Abstract:Temporal Knowledge Graph Reasoning (TKGR) aims at inferring missing (especially future) events from historical data. Current evaluation in TKGR uniformly weights all events, ignoring that most are trivial repetitions, which overestimate the true reasoning ability. Therefore, the rare outstanding events, whose prediction demands deeper reasoning, should be distinguished and emphasized. To this end, we propose a strikingness-aware evaluation framework, which introduces a rule-based strikingness measuring framework (RSMF) to quantify event strikingness by comparing its expected occurrence with peer events derived from temporal rules. Strikingness is then integrated as a weighting factor into metrics like weighted MRR and Hits@k. Experiments on four TKG benchmarks reveal: 1) All representative models perform worse as event strikingness increases, 2) Path-based methods excel on low-strikingness events and representation-based ones on high-strikingness events, 3) We design an ensemble method whose gains stem from fitting trivial events rather than reasoning improvement. Our framework provides a more rigorous evaluation, refocusing the field on predicting outstanding events.
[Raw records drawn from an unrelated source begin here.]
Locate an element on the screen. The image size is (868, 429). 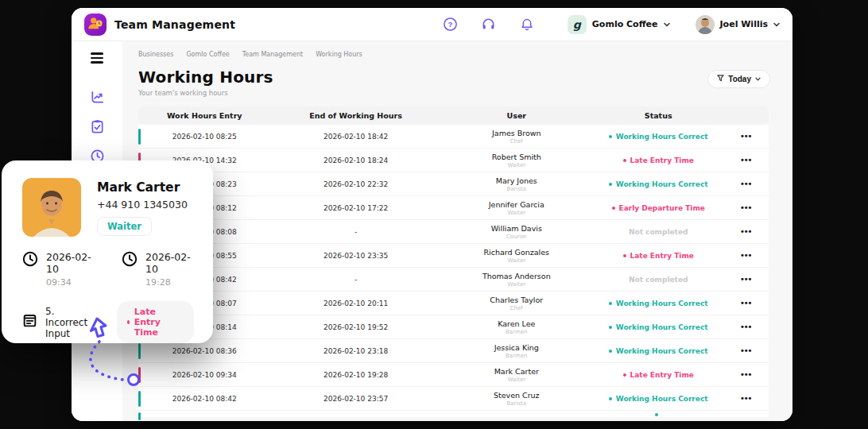
breadcrumb-item: Businesses is located at coordinates (156, 54).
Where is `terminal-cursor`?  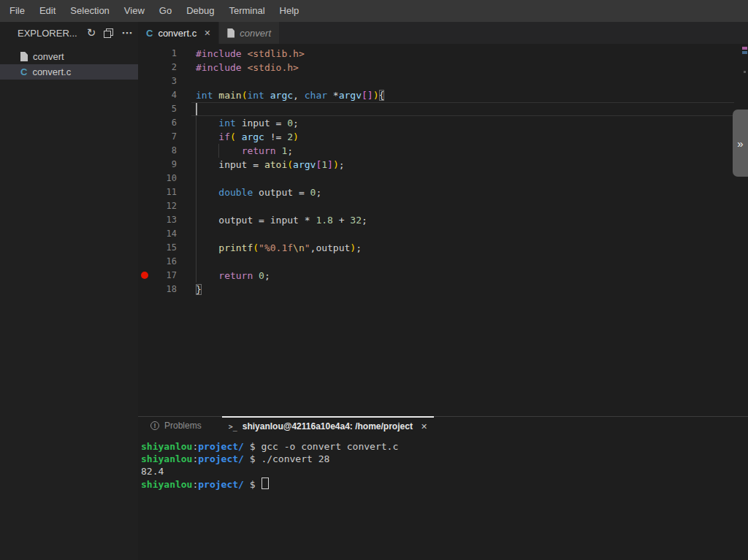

Abstract:Spatiotemporal forecasting in physical systems, such as large-scale traffic networks, requires modeling a dual dynamic: continuous macroscopic rhythms and discrete, unpredictable microscopic shocks. While Neural Ordinary Differential Equations (ODEs) excel at capturing smooth evolution, their inherent Lipschitz continuity constraints inevitably cause severe over-smoothing when confronting abrupt anomalies. Recent physics-informed methods attempt to bypass this by penalizing numerical integration errors to enforce manifold smoothness. However, we mathematically reveal that such rigid regularization inherently triggers gradient conflicts and ``attention collapse,'' stripping the model of its sensitivity to anomalies. To resolve this continuity-shock dilemma, we propose Local Truncation Error-Guided Neural ODEs (LTE-ODE). Rather than treating numerical error as a nuisance to be eliminated, we innovatively repurpose the Local Truncation Error (LTE) as an unsupervised forward inductive bias. By mapping the LTE into a dynamic spatial attention mask, our architecture gracefully preserves high-precision continuous ODE evolution in stable regions, while adaptively triggering a discrete compensation branch exclusively at shock points. Trained purely end-to-end without manifold penalties, LTE-ODE achieves state-of-the-art performance on multiple large-scale benchmarks, exhibiting exceptional robustness against highly non-linear fluctuations. Furthermore, our ablation on integration steps demonstrates high deployment flexibility, allowing the model to seamlessly adapt to varying hardware memory constraints in real-world applications.